Saturday, October 9, 2010

Relocation

“London” can be read on pp. 126-127 of heart speech this (Atropos Press, 2009, ISBN 9 780982 530948)

a flurry of breaths—“London” is scattered across the page like breaths snatched between words. It’s a sonnet in a series of sonnets (“Joy” and “Syncope” are also in heart speech this) I wrote as I grew into a place I thought would never fit.

Tell me why I stay here—My first year in New York, I broke yet another of my “I’m not going to do that” promises. I had vowed never to live on the East Coast and especially not in a city as thick and dense and over-stimulated as this. I wanted mountains, ocean, desert, and space. Spareness and horizon. And of course I found myself driving from Oregon to Pennsylvania in the space of a week, first south through the Siskiyous and then east across the deserts, the Divide, the sudden clusters of townships and hills, soybean fields and trees.

the frenzy for crumbs shouldering brothers to curbs—I was not prepared for the city despite visits in the ‘80s, despite traveling and living in US and European cities in earlier parts of my life. Six years in forested, rivered Oregon had dulled my agility. I had lost the sense of crowds, the athleticism required for hip checks, blocking, taking a charge.

fringed with vain shadows obscuring the light—There was a moment of horror when I stepped onto the subway car and saw a pool of blood on the seat I’d been ready to grab. Moments of utter confusion when directions and lines and numbers/letters had no pattern or system internally mapped—the constant shifting, running, and straining to hear/see were like bodysurfing in riptides, pulled off my feet and tangled in waves, kelp, sand, and rocks.

surround me with pigeons fluffing their breasts—the first place I’ve lived where strangers start conversations in the middle, speaking to anyone close enough to address, blurting out intimate and unrelated observations and complaints. So much reaching for connection, posturing for attention, and offered simply for the pleasure of being a little larger in the crowd, of making the city of knots on a string more like lace than measurement.

savoring haste over hunger—“You don’t like the city very much, do you?” observed one of my French students when I shared this poem in class. And I was surprised, because I did like the city, in the way one likes family one can’t live with but always feels affection for, the mutual agreement to love the differences one can’t understand but tolerates for deeper connections.

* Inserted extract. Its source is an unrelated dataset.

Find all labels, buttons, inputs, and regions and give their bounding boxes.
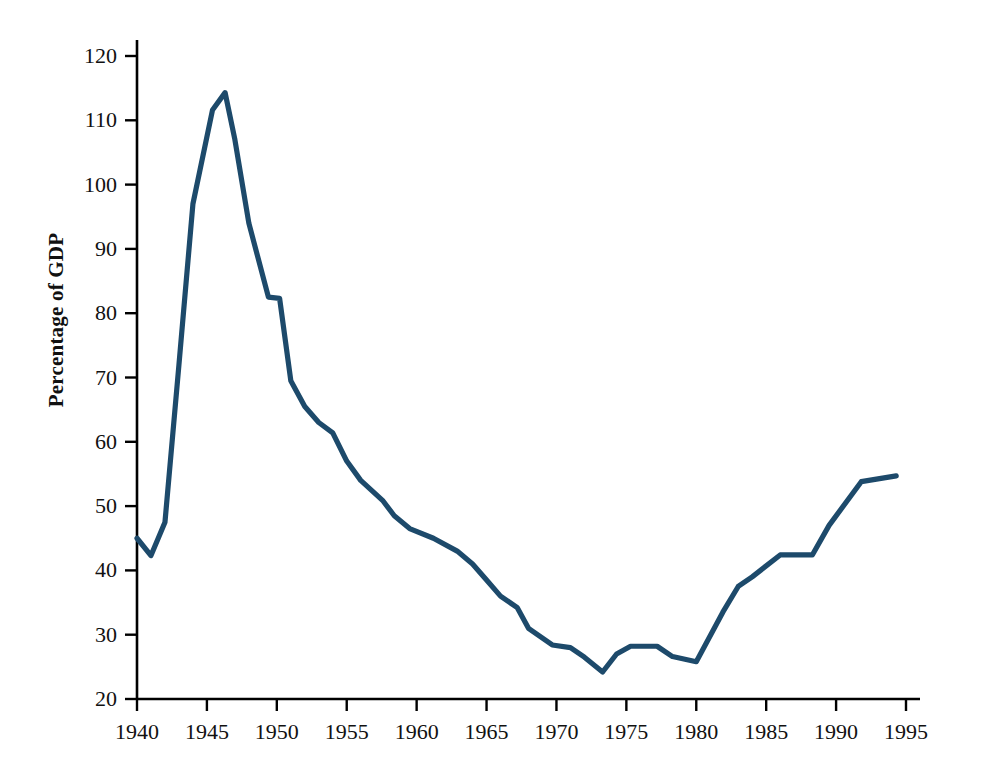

Offer me tastes I’ll refuse to forget—There are people who love the gulping nature of this place, the ravenous energy to get, make, and be more. And I have not escaped. Yet I love those days, those minutes, when there is something truly, truly slow, some ache that develops into emptiness and then desire that rumbles inside and makes embarrassing comments, like the stranger standing next to me as we wait for the train.

to long for this din—and yet “London”, which is about London as well as New York and all these cities of stink and staleness and compressed sights and sounds, tells me I can learn to live anywhere and love the place I’m in, just as Helen, in whose series “London” crowds, learned her cities and shock and elbow room.